Line Numbers Considered Harmful
The above image is what my
text editor of choice (Vim) looks like these days. Most Vim enthusiasts
have all kinds of flash features enabled: colourful syntax highlighting,
status bars, tree browsers, language servers providing error checking
and style suggestions… I’ve turned all this off. I no longer even have
visible line numbers.
As I’ve experimented with more and more minimal approaches to writing code I’ve come to believe that none of those features are necessary or even useful. They disrupt flow and offer little in return.
White text on black, 80 columns. No line numbers, no colours, no menus, no mouse. Nothing between you and the code, and no interruptions. This is how you achieve flow.
There are a million and one tools out there that promise increased productivity. Productivity is not flow. Productivity is procrastination through busywork that feels productive. You don’t need a note-taking system, you don’t need a code snippet library; you need flow. To achieve flow you must eliminate as many barriers between yourself and the code as possible.
Language servers and other error-checking tools disrupt flow. If you’ve made a mistake, the compiler will tell you when it’s time. You don’t need to know about the mistake the moment you type it. By the time you’ve typed the mistake you’re already thinking about the code that must follow. Being interrupted and sent backward prevents you from thinking sequentially.
The mouse disrupts flow. Code must be typed and you don’t type with the rodent. Reject the rodent; keep your hands on the keyboard.
Syntax highlighting disrupts flow. The code says what it is already. Being written in orange or purple or green gives you no further information. Read the code, not the colours. Remove the barrier between yourself and the code.
Line numbers disrupt flow. If the compiler alerts you to an error on line 387, jump to line 387. The editor knows where that is. You don’t need to see it. You don’t need numbers in the margin to tell you 388 comes afterward. Reduce the number of things on the screen that are not code.
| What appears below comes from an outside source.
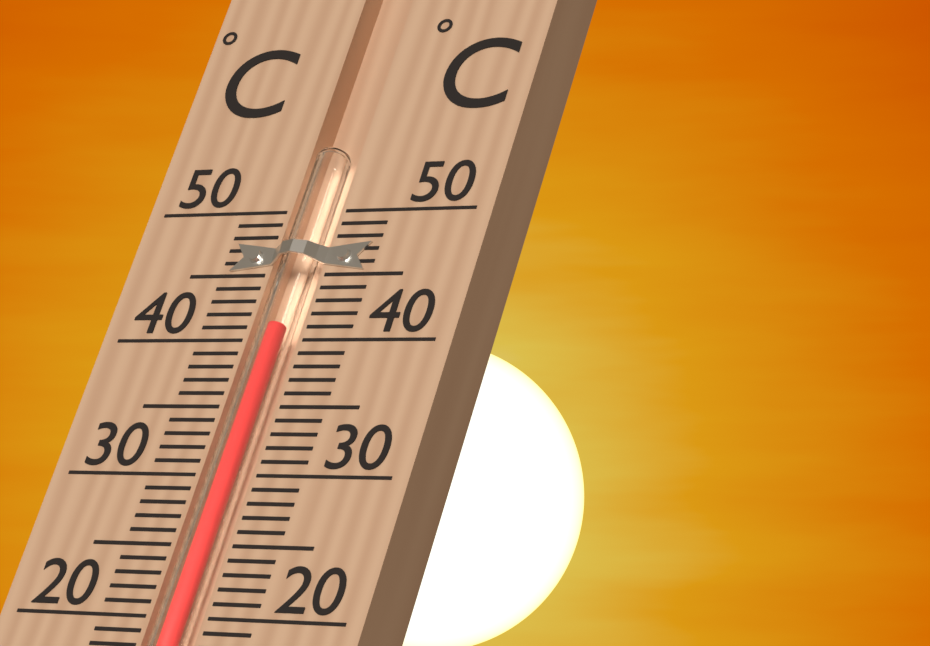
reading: 41 °C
This is doing things “the hard way.” The hard way is the easy way. The hard way requires concentration; concentration induces flow.
Finally: don’t touch Emacs. A text editor does not need an organiser, or a mail client, or a debugger, or an IRC client, or a calendar, or an espresso machine. It definitely does not need an organiser and a mail client and a debugger and an IRC client and a calendar and an espresso machine.